_Exercise description_:
An exact reprint of every record below is required, with the pictures left out.

_Data records_:
[Start of Attachment]
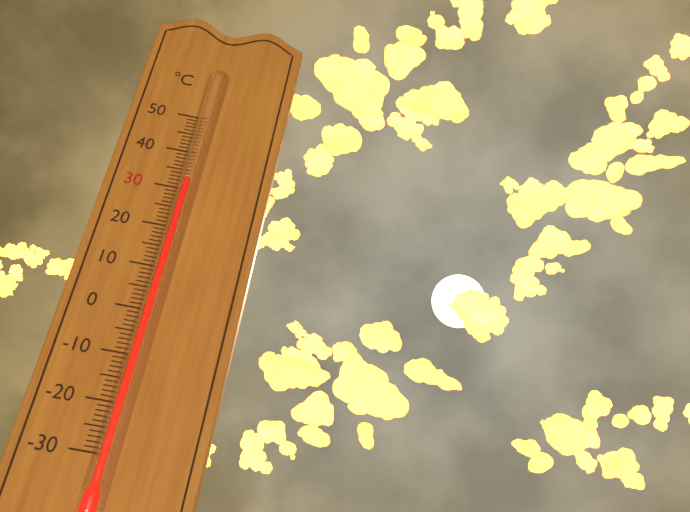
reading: 32 °C
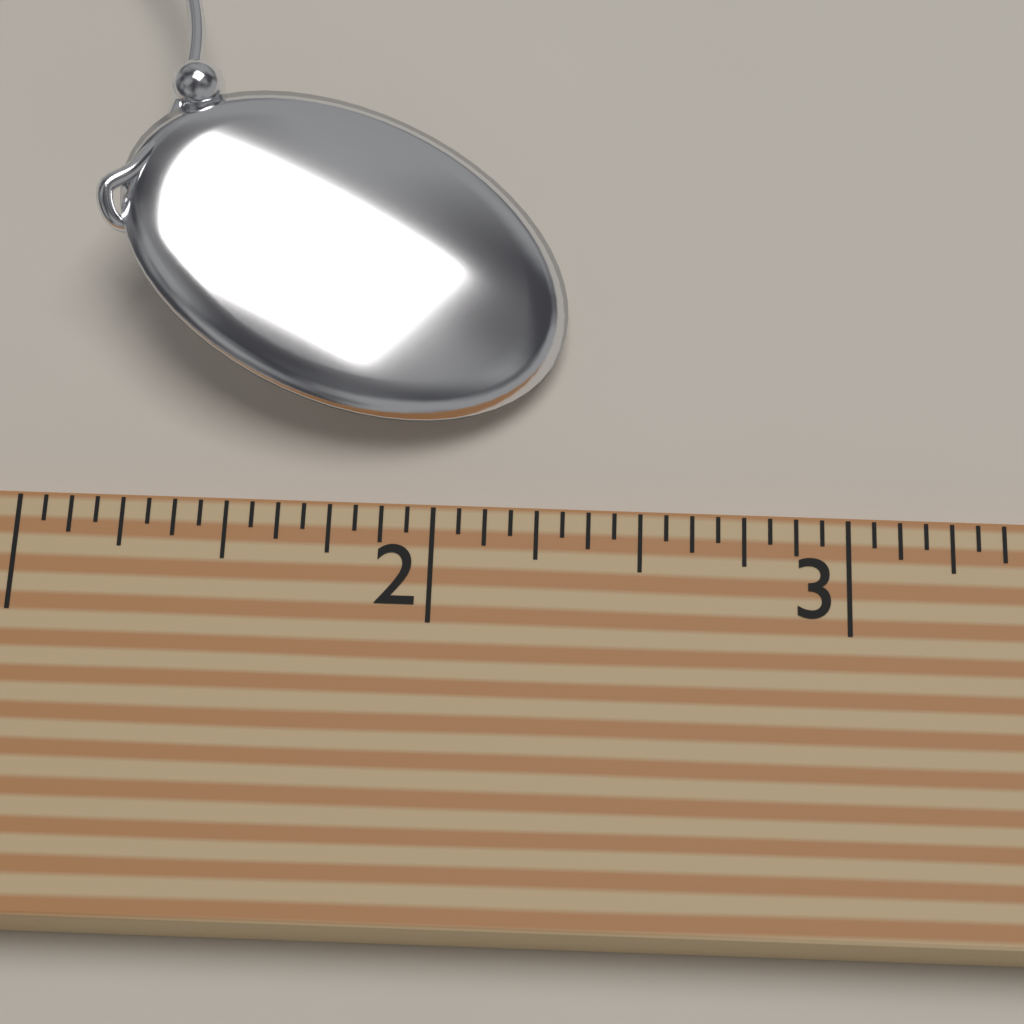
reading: 2.3125 (no unit)
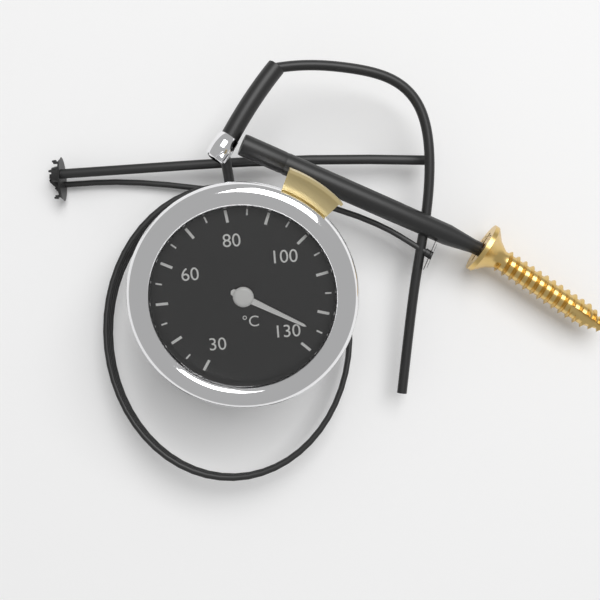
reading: 125 °C
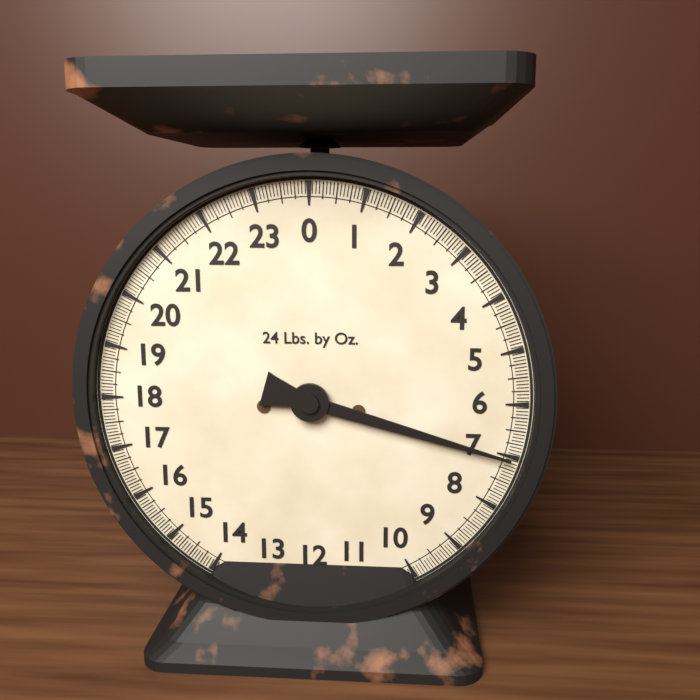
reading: 7.0625 lb
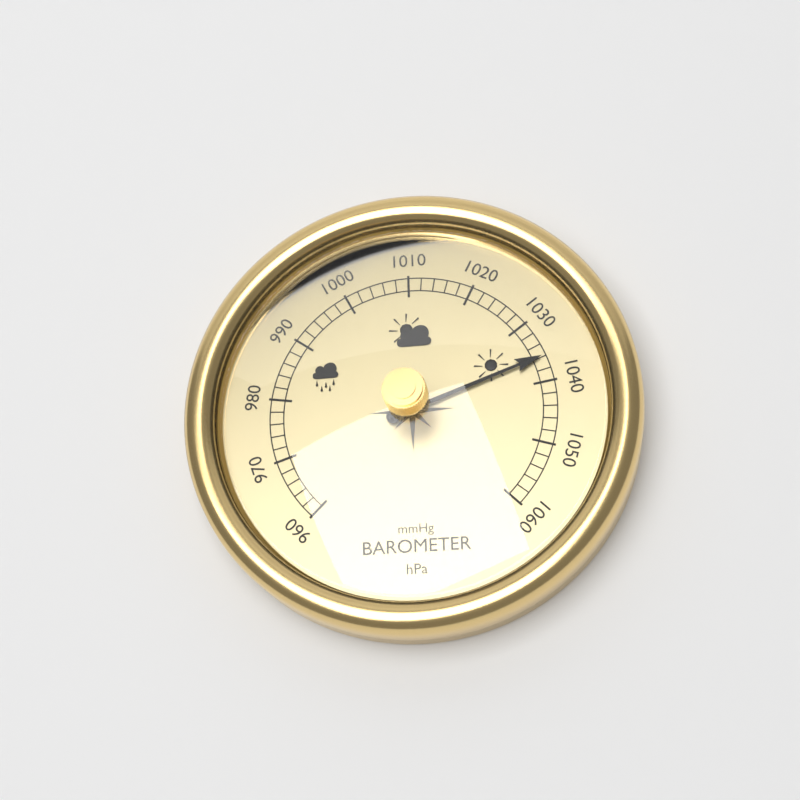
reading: 1036 hPa
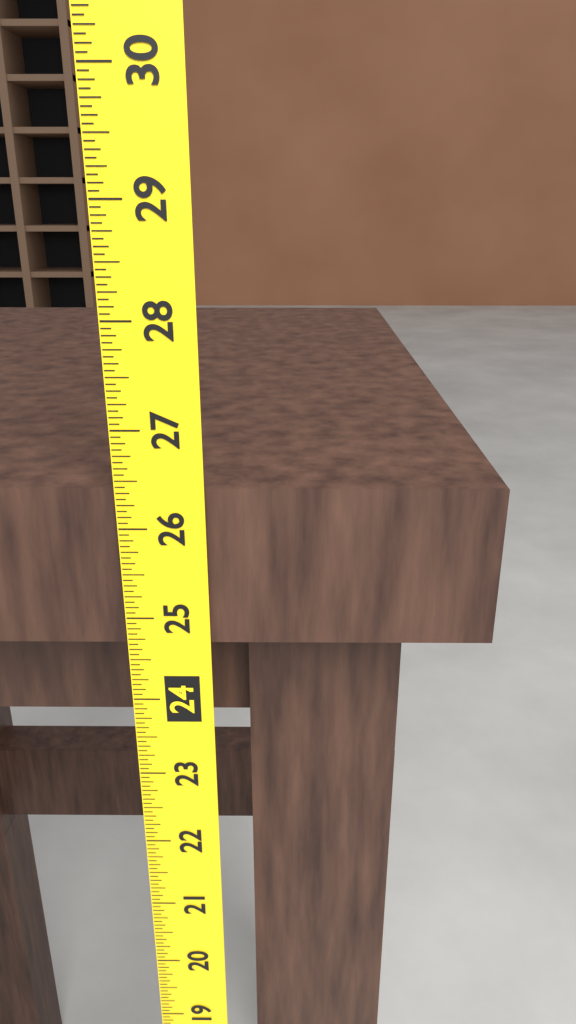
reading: 26.3750 (no unit)
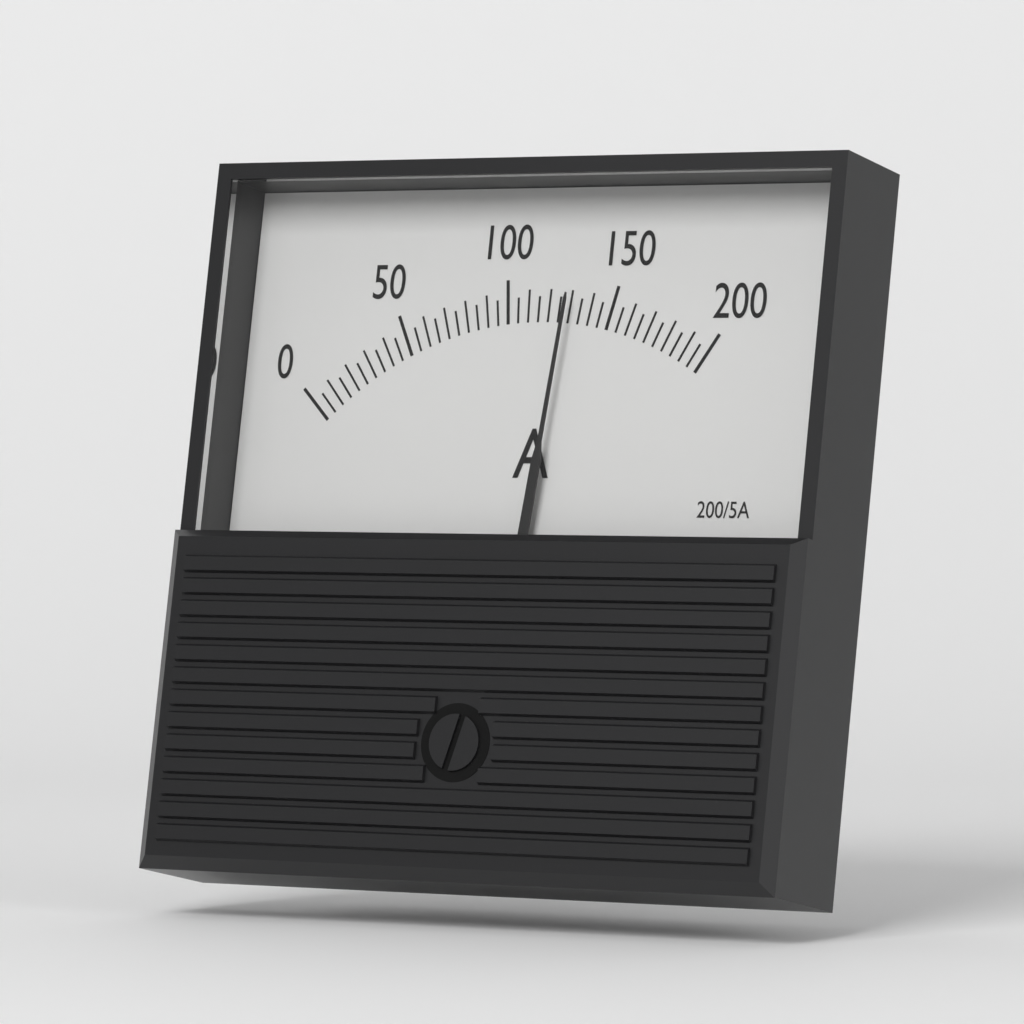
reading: 130 A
[End of Attachment]
_The answer_:
reading: 32 °C
reading: 2.3125 (no unit)
reading: 125 °C
reading: 7.0625 lb
reading: 1036 hPa
reading: 26.3750 (no unit)
reading: 130 A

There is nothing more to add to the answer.